Jeff Spaleta jspaleta at gmail.com
Mon Jan 2 17:24:49 UTC 2006


On 1/2/06, Horst von Brand <vonbrand at inf.utfsm.cl> wrote:
> Perhaps the system should be marked "tainted" when installing third-party
> packages, like the kernel is for binary modules...

Who benefits from marking a system as tainted when 3rd party packages
are installed and how do they benefit?  I understand how taint is used
in the context of kernel modules.. I do not see how taint is useful
from a packaging system persepective since the scope of the packaging
system is so much wider when it comes to potential problems. Are we as
a project going to say "sorry package system is tainted, closing
bugreport as wontfix"?
Are we going to taint someone's system because they are using a test
version of Xorg subpackages from mharris's people.redhat.com at
mharris's explicit request? Are we going to taint systems for using
updates-testing?  Or for using a few packages out of rawhide when
testing to see if a bug is fixed?  I just don't get how tainting a
system because a few non-standard packages are installed helps anyone,
especially since we have no child-safe way to "downgrade" back to
standard packages after the system is tainted.

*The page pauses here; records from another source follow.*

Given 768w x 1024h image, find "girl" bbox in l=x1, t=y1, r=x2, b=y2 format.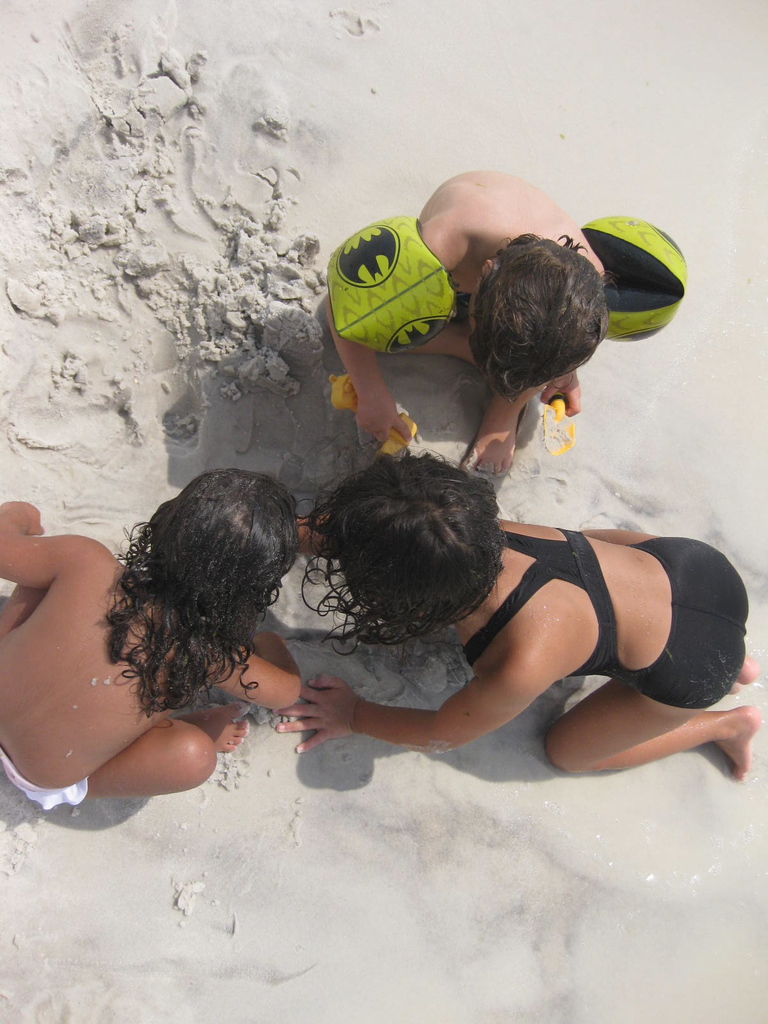
l=315, t=168, r=607, b=463.
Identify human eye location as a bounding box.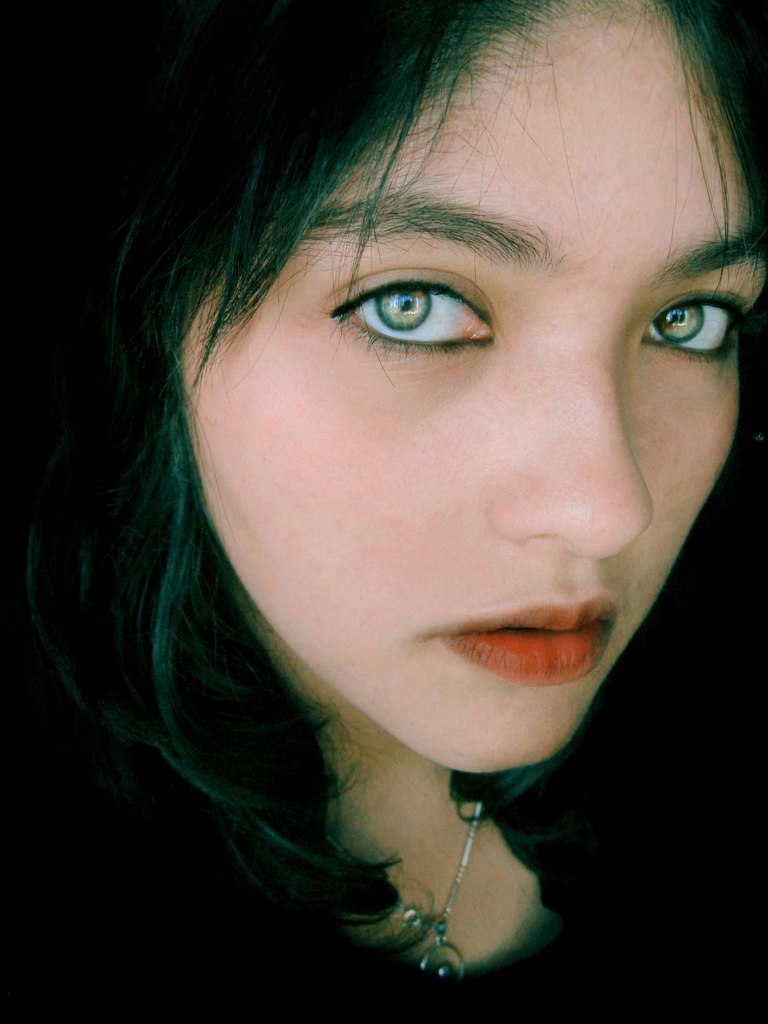
[317,263,495,371].
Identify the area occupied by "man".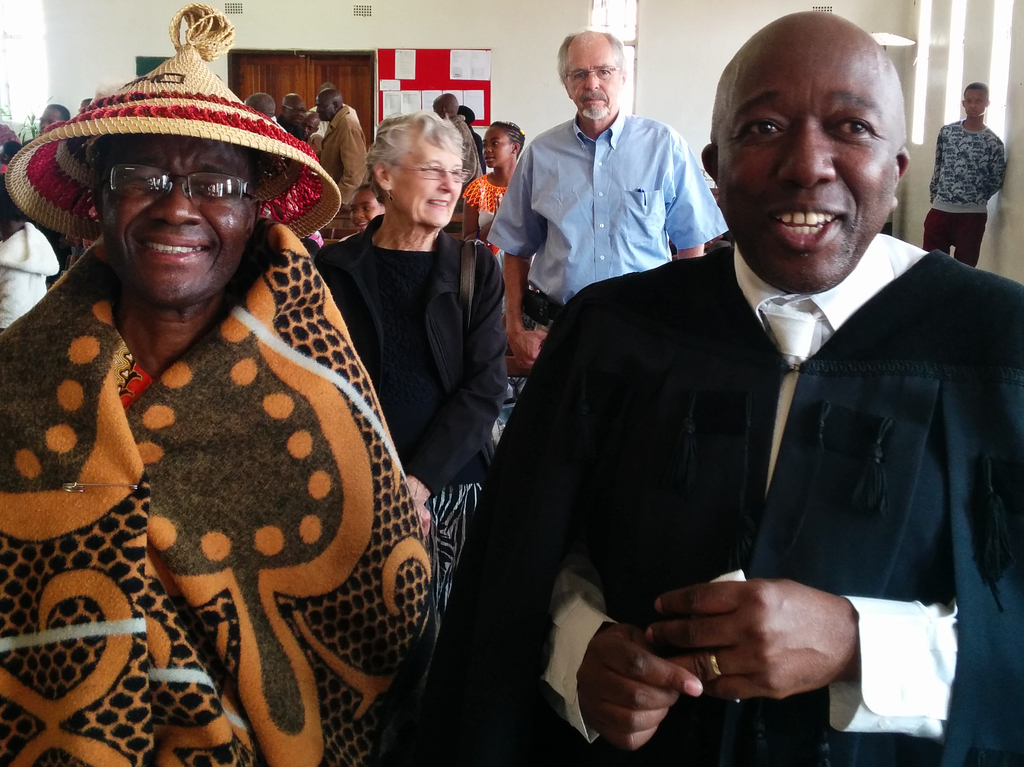
Area: (x1=317, y1=90, x2=368, y2=204).
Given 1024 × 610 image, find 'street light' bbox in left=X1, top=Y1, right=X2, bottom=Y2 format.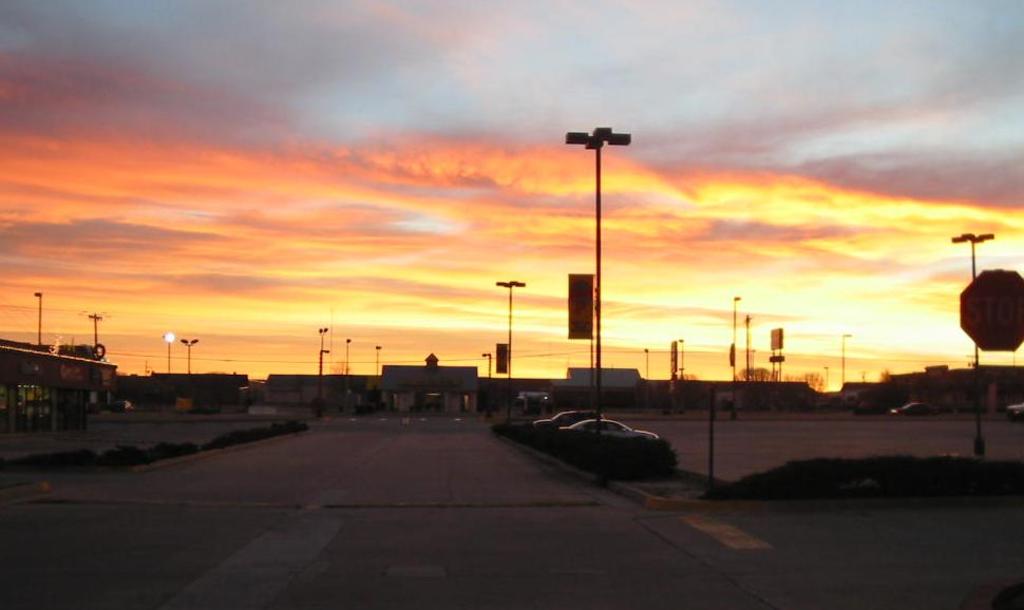
left=345, top=339, right=353, bottom=382.
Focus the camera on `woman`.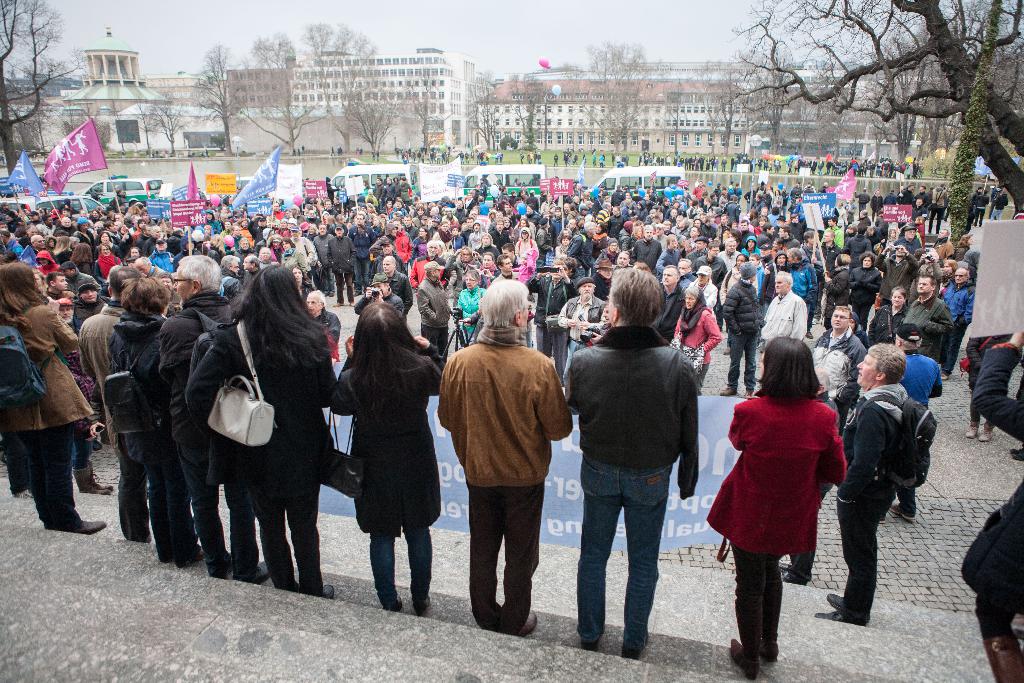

If the problem is users are unware that certain repos overlap before
they start using them and would prefer to use repos in a way that did
not overlap Core. Then the solution is to provide approprate
notification mechanism which makes users aware before they install
packages from overlapping repos, not to taint their system after the
fact.

I would prefer instead per package notification when the to be updated
package has a different signing key then the installed package and let
the user decide as to whether or not to let the package update move
forward.   Can this sort of notification be added to yum's review list
in a compact and easily digestable way.. i have no idea.  I'm sure the
sig comparison would slow yum down so I'm sure it would be an
unpopular feature among segments of the userbase.  This notification
mechanism could be extended to cause a transaction failure for
automated updates, similar to a missing dep failure and users can use
scripts similar to the scripts in the wiki, which work around broken
deps to do partial updates, to do partial updates which do not cross
the signing key barrier and to log package updates that do cross the
signing key barrier for later inspection.  Once notified about package
updates that change signing keys, users can choose to use
exclude,includepkgs per repo in their configs to prevent that
situation from happening in the future for those particular packages.